East-West German friendship is steady despite Soviet-US jitters

July 12, 1984

Nothing can sour East-West German cordiality, it seems. Those 55 East German squatters who were in the West German mission in East Berlin at the beginning of July are all back home now, presumably awaiting exit visas to emigrate to West Germany once the glare of publicity has faded. The West German mission is now being rebuilt so that visa applicants cannot get past outer reception windows.

At the same time the Soviet media continue to accuse Bonn of ''revanchism'' and ''militaristic ambitions'' (in connection with the Western European Union's recent lifting of residual restrictions on West German weapons production). And there are reports that the Soviets have misgivings about East German party chief Erich Honecker's pending maiden visit to West Germany.

Yet none of these disturbances seems to burden East-West German relations. East Berlin's transport minister, Otto Arndt, went home Wednesday after his own maiden visit to West Germany, having signed agreements to open direct airline flights between Leipzig and four West German cities during next fall's Leipzig fair. And most important, Mr. Honecker is going right ahead with his plans for his West German swing.

The primary value of this relationship seems to be its stabilizing effect on Central Europe. In a period when Moscow and Washington are at loggerheads, East-West German relations give predictability to Europe and help ensure that no accidents will be triggered on the most heavily armed confrontation line on earth.

The East Germans call this a ''security partnership'' between the two Germanys. The conservative Bonn government, mistrusting the overtones of that phrase, refers to a ''common responsibility'' for peace.

For Bonn the stabilization of Central Europe - and the concomitant domestic peace it brings West Germany during a period of ongoing NATO missile deployments - is worth a good deal of cash. West German banks have just extended another 950 million deutsche mark credit to East Germany, and reports in the West German press - selectively denied by Bonn government spokesmen - speak of payments of 5 million marks ($1.8 million) for all 55 squatters.

For their part the record 25,000 emigrants let out of East Germany earlier this year are reported to have fetched some 7,500 marks ($2,700) per person.

Whatever the total hard- currency flow, it helps East Berlin pay back its $9 billion to $10 billion foreign debt - and helps to maintain an East German standard of living high enough to avert wide unrest. The Soviet Union, too, benefits from this East German tranquility as well as from consumer and machinery imports from East Germany.

Despite its qualms about pan-German coziness, Moscow could benefit in another way in the future from the open East German channels to the West. The latest Honecker suggestion - to withdraw short-range Soviet missiles from East Germany if NATO withdraws its intermediate-range Pershing IIs from West Germany - is a nonstarter, since it is intermediate-range missiles in the Soviet Union that the new Pershings are countering. But Honecker is keeping a dialogue going and could at some point provide Moscow with a face-saving way to return to nuclear arms control talks.

After being ostracized in the 1950s and '60s East Germany is reveling in its new role. It has given honors to the first heads of non-German NATO governments ever to visit it: Italy's Bettino Craxi and Greece's Andreas Papandreou. It has also welcomed Sweden's Olof Palme.

The cost East Berlin will pay Bonn for the credits and for the Honecker visit to West Germany has yet to be confirmed.

But current negotiations are reported in the West German press to be leading to: another 5,000 East German emigrants this year; increased travel possibilities for East Germans; reduction of the compulsory daily exchange for Westerners visiting East Germany from 25 to 15 marks; and continuation of the slow dismantling of automatic shooting devices at the East-West German border.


• DIRECTIONS: Find the lines of data that contain the string "Plants", then list them.

Dataset items:
==========
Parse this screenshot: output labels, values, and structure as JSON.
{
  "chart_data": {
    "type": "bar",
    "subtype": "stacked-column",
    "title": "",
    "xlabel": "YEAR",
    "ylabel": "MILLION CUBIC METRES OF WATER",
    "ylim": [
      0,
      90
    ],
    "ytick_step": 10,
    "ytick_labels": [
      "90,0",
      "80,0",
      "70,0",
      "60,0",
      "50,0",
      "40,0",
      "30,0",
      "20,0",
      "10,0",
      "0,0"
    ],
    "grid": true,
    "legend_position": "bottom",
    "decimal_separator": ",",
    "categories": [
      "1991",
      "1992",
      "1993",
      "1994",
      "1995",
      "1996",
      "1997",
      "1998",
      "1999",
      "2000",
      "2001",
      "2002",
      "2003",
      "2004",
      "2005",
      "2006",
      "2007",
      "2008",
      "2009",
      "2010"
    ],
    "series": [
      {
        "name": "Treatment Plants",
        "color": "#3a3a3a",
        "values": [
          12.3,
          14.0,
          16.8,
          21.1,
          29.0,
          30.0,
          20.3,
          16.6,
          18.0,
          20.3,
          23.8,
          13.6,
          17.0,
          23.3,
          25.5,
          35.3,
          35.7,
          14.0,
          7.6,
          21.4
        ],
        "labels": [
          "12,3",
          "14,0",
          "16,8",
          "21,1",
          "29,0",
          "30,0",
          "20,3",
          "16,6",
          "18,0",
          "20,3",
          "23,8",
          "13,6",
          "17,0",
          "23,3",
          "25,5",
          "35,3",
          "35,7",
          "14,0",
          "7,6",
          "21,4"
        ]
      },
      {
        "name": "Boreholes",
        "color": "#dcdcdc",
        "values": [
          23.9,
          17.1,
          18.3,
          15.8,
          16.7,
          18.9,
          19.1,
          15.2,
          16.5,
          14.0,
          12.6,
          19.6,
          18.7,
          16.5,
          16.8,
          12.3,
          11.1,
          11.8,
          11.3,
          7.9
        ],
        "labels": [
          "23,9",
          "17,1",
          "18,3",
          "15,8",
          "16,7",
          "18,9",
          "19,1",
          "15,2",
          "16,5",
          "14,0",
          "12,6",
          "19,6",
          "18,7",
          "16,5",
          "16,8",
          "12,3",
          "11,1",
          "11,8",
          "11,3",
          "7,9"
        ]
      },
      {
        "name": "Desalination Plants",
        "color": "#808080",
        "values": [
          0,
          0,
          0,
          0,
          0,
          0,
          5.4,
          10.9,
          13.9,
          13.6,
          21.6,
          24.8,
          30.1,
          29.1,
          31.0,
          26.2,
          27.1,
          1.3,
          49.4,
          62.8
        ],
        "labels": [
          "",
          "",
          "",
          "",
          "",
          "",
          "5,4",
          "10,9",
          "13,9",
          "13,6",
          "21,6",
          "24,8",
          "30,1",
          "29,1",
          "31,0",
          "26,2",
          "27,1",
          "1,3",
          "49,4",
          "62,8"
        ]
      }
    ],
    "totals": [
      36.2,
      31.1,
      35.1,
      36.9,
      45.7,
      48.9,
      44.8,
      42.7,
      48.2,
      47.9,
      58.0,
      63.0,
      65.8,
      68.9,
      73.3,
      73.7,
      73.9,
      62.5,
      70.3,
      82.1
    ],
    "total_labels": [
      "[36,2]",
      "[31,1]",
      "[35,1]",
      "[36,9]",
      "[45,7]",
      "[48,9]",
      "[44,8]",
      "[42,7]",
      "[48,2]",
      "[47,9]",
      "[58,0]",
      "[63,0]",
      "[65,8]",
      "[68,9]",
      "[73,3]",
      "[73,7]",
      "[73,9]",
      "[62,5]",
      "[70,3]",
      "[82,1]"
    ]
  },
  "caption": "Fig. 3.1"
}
==========
• ANSWER TO THE EXERCISE:
        "name": "Treatment Plants",
        "name": "Desalination Plants",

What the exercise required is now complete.